PBMs are barred from imposing point-of-sale or retroactive fees on pharmacies.
Rebates from manufacturers that aren't applied to reduce a patient's cost sharing must be passed through to the health plan.
Auditing entities must register with the Insurance Commissioner and follow detailed audit procedures, including 14-day advance notice, a 30-day response window for pharmacies, and a ban on extrapolation-based recoupments.
PBMs face new annual and quarterly reporting requirements to the Insurance Commissioner—covering rebates received and distributed, spread between pharmacy reimbursement and health plan charges, and drug-level NADAC comparison data.
The Commissioner gains authority to examine PBMs for compliance and to order reimbursement for monetary losses caused by violations.
Penalty caps are removed: fines can reach $5,000 per violation for knowing violations (previously capped at $50,000 per six-month period) and $100,000 for operating without a license (previously $5,000).
Self-funded health plans subject to the federal Employee Retirement Income Security Act (ERISA) are exempt from the reimbursement and rebate provisions. The Kansas Department of Insurance estimates the bill would require five new staff positions and roughly $413,000 in first-year spending from the PBM Licensure Fund.
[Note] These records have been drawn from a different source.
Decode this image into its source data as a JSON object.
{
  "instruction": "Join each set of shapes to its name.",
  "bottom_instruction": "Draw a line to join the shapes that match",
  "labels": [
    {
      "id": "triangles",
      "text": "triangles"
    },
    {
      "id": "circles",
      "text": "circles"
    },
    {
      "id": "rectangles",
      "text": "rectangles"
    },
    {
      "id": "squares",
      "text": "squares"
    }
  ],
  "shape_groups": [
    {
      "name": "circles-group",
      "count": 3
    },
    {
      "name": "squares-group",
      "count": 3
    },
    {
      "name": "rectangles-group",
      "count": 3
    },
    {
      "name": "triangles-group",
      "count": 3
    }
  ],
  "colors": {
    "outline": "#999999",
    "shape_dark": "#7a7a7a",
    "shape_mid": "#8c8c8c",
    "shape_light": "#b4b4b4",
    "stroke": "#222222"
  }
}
What's next. SB 20 is a Senate-origin bill, so the House acted first on the conference report. The Senate still needs to adopt the same CCR to send the bill to the governor. Given that the Senate passed SB 360's substance 32-8 and that Dietrich—who carried SB 360 on the Senate floor—was a conferee, adoption appears likely, but it hasn't happened yet.
Pretrial and Sentencing Overhaul Clears Concurrence 85-37
HB 2444 cleared the House on concurrence 85-37 Monday. The bill creates mandatory prison sentences and consecutive terms for people who commit new nondrug felonies while on probation, parole, or postrelease supervision. It bars courts from double-counting jail credit across consecutive cases, raises pretrial bond requirements for certain supervised defendants, and limits judges' ability to depart from sentencing guidelines unless both sides agree. The Senate passed it 35-5 during its 89-bill marathon last Thursday.
New Bills Introduced
House
HR 6042: Strengthening the sister-state ties between the State of Kansas and Taiwan.
Floor Votes
Monday, March 23
House (6)
HB 2444: PASS — Concurrence (85 Yes, 37 No, 3 Absent). Creates mandatory prison and consecutive sentences for nondrug felonies committed while on supervision, bars double-counting jail credit, and raises pretrial bond requirements for certain supervised defendants.
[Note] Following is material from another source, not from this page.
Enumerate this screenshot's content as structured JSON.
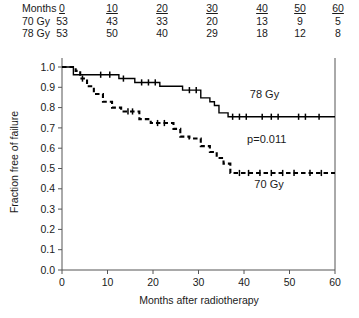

HB 2416: PASS — Concurrence (122 Yes, 0 No, 3 Absent). Creates the Kansas Motorsports Venue Protection Act, shielding racetracks from nuisance claims when the facility predates a neighboring owner's purchase. Immunity does not apply if the facility violates state or local law or hasn't held a race in four years.
HB 2602: PASS — Concurrence (101 Yes, 21 No, 3 Absent). Lets independent contractors choose third-party "portable benefit" accounts for health, disability, retirement, and other benefits. Creates a state income tax subtraction for qualifying contributions starting tax year 2027.
HB 2571: PASS — Concurrence (122 Yes, 0 No, 3 Absent). Raises the public letting threshold for county construction projects from $25,000 to $100,000, allowing counties to award more mid-sized projects without formal public bidding.
SB 20: PASS — Conference Committee Report (104 Yes, 17 No, 4 Absent). Enacts the Kansas Consumer Prescription Protection and Accountability Act. See top story above for full details.
HB 2323: PASS — Concurrence (122 Yes, 0 No, 3 Absent). Gives the Insurance Commissioner power to bring civil actions against fraudulent insurance acts, with fines up to $10,000 per act, restitution authority, and two-way audio-video testimony. Extends fraud rules to the automobile assigned claims plan.
Senate (1)
HB 2331: PASS — Final Vote (38 Yes, 0 No, 2 Absent). Lets district coroners dispose of unclaimed cremated remains after three years with published notice and a 30-day waiting period. Limits liability except for gross negligence. Requires six hours of annual continuing education for embalmers and funeral directors by July 1, 2026.